Your questions answered by Suzie Hayman of Greatvine.com
How will my relationship change once I’ve had my baby?
I wish I had a penny for all the people who say “A baby isn’t going to change our lives…” and then find out how wrong they are! Having a baby will change your life, your family and your relationship profoundly - but that doesn't mean it has to be for the worst. It does mean, however, that if you explore how it might do so, as you are wisely doing, you’ll be forewarned and forearmed. You can then be in control and able to manage the change for the best.
The odd one out
Having a baby may mean your couple relationship feels less important, for a time. The danger is that if you put it on the backburner, it may not be there once you go back to retrieve it once your child has grown a bit. Having a baby is inviting a third person to come into your home and your relationship - there’s no two ways about it. Love can stretch infinitely so that no-one needs miss out or get less love; but your time and your attention will be split and so unless you take care it can feel to some people as if they are being left out.
Mum may carry the baby but Dad helped put it there so it’s really important to see this as ‘baby makes three’, not ‘baby makes two’. Resist the tendency for some relatives and even some professionals, to only talk to, consult, support or congratulate Mum. Dads often get left out and that can be the beginning of a slippery slope, for men to feel that gaining a child means losing a partner.

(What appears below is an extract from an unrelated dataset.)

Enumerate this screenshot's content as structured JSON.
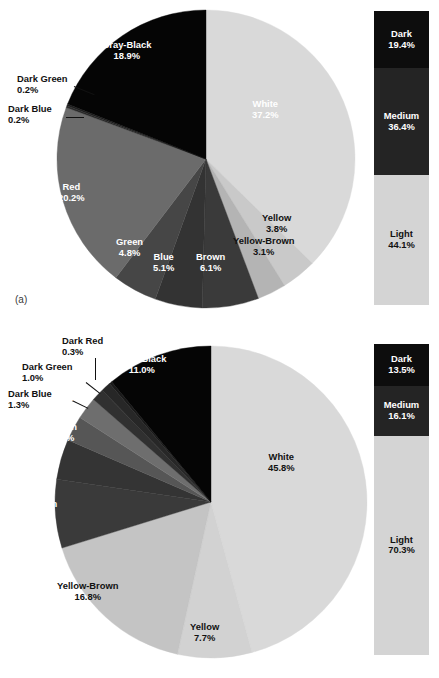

Making time for each other
Since babies are so helpless and their demands can be so immediate and insistent we may get into the habit of always giving instant attention to them and not noticing when a partner needs us as well. The belief may be that they will wait while the baby will not. Do this once too often and the partner may feel they no longer have a place, and may drift away. It’s important to go on leaning on and loving your partner as much as you once did, and to make time to be with them as a couple as well as co-parents.
There’s another reason it’s so important to foster your own private, intimate relationship as a couple. Some parents find themselves drifting towards only seeing themselves as Mum and Dad, rather than John and Jane, once a baby enters their relationship. This can lead to your conducting your entire relationship through them and losing sight of each other as partners and lovers. Once they become older and no longer need you, you may find yourselves unable to connect without the bridge they provide. A little bit of selfishness in staking out time for yourselves as individuals and together as a couple makes your relationship better, and your family stronger.
Stay young
Having a baby may help you understand your own parents better, and may allow you to finally feel ‘grown up’. Having a baby sometimes leads people to ‘put aside childish things’ or demand their partners do so, and this can actually be a loss. You should still be silly and romantic and foolish sometimes. Indeed, you’ll be a better parent as well as a happier lover and partner if you can remember what it was like to be - and still occasionally behave as - your younger selves.
© Suzie Hayman 15/07/2009
Suzie Hayman
Suzie Hayman is a Relate-trained counselor; Triple P accredited parenting educator and ‘agony aunt’ with more than 20 years of experience. The author of 26 parenting and relationship books and a counselor on the BBC series ‘Stepfamilies’, Suzie offers parenting and relationship advice that works. For individual advice you can trust, book a private phone call with Suzie at www.greatvine.com/suzie_hayman
Greatvine.com offers individual advice, by phone, direct from the country’s best parenting experts.